Happy Endings: A Century of Inspiring Art and Scholarship at UNC Press

Guest blog post written on the occasion of UNC Press’s centennial year by Steve Estes, author of I Am a Man!: Race, Manhood, and the Civil Rights Movement, Ask and Tell: Gay and Lesbian Veterans Speak Out, Charleston in Black and White: Race and Power in the South after the Civil Rights Movement, and the forthcoming Surfing the South: The Search for Waves and the People Who Ride Them (May 2022).


The massage parlor was tucked away, but not exactly off the beaten track. It boasted a Franklin Street address on the main commercial drag in Chapel Hill. Still, clients entered through a discreet back door off the rear parking lot. I went there for research, of course, having heard rumors of the place from my Carrboro barber. I wanted to write for the Daily Tar Heel, and an exposé about a house of ill repute in Chapel Hill seemed a sure-fire way to burnish my investigative reporting bona fides. The lady behind the internal security gate informed me in a matter-of-fact tone that they didn’t offer Swedish, Thai, or deep tissue massages. What did they offer? That remained somewhat vague.     

 I’ve been writing stories ever since I can remember. The weekly column that I co-wrote with a friend for the Daily Tar Heel in the mid-1990s represented the first time someone took a chance on publishing my work. I went on to write poetry for local zines and music reviews for alternative weekly newspapers. Then I wrote a dissertation, and someone at UNC Press suggested that I should turn it into a book. That someone was Chuck Grench, a longtime acquisitions editor at the Press.

Like UNC Press editors before and since, Chuck demystified the publication process. I knew that I was supposed to turn my dissertation into a book to get a tenured job teaching history. But aside from my professors, I didn’t personally know anyone who had ever published a book, and I certainly didn’t know how it was done. Chuck understood the right moments to console, counsel, cajole, and browbeat me. When I balked at certain necessary revisions demanded by the peer reviewers, he did all those things. Painful as the changes were, I made them. Chuck sent the first copy of the book to me with a hand-scrawled note of nearly indecipherable congratulations. It meant more to me than any other correspondence I’ve ever received. It meant that I had become an author.

Perhaps because he was a bit of a masochist, Chuck Grench agreed to work with me on two more books with UNC Press. These books weren’t going to win Pulitzers or Nobel Prizes. They weren’t going to change the world. (Well, Congress did repeal “Don’t Ask, Don’t Tell” two years after UNC Press published my oral history book on gay and lesbian veterans entitled Ask & Tell, but I’m pretty sure congresspeople weren’t among the 10s of verified purchasers.) Even if these books weren’t earth-shattering, blockbusters, Chuck and the Press treated them like they might be. That’s all an author can ask.

In hindsight, I realized that Chuck worked with me for the same reason that UNC Press has been publishing books for a century. The Press is dedicated to supporting art and scholarship, particularly when that art and scholarship are for, of, and about the American South.

Not long before Chuck retired, I sent him a fourth book proposal for an admittedly off-the-wall project on southern surfing. I didn’t think UNC Press would publish the book; I just wanted Chuck’s advice. It turned out that the Press was interested in publishing the project as part of its trade division. Chuck introduced me to Lucas Church, an editorial colleague at the Press, who turned out to be just as supportive, patient, and kind. With Lucas’ guidance, I finished that book. Surfing the South comes out in May.

I never did get a happy ending at the Chapel Hill massage parlor. (I was too scared to walk through the security gate if I’m being honest.) At the risk of using a metaphor as embarrassing as my 1990s zine poetry, I did find my happy ending as an author for UNC Press. Working with the Press and its tireless editors has been vital to my growth as a scholar and author. It’s made me a better historian and writer. Multiply that by hundreds of authors over a hundred years. That’s a lot of happy endings.   


Steve Estes is an avid surfer and professor of history at Sonoma State University.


→ Problem details: The required result is a line count: how many lines in this data hold the word "pixels". Give only that.

→ Data to process:
********

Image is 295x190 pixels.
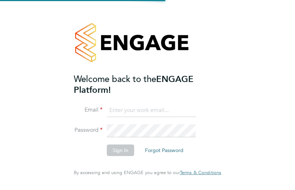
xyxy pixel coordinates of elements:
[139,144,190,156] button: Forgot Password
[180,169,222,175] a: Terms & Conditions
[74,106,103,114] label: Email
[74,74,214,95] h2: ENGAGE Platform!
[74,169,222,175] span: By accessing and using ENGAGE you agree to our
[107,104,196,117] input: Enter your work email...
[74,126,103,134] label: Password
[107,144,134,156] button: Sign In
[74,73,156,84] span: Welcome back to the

********

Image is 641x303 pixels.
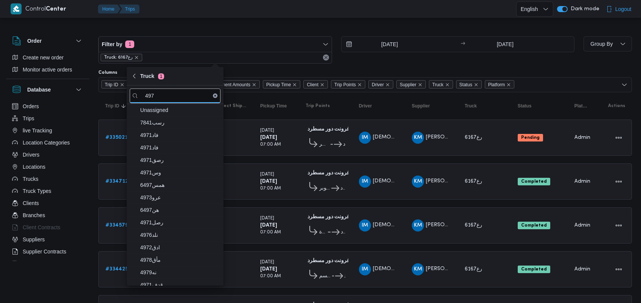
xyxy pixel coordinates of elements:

********

→ Exercise answer: 2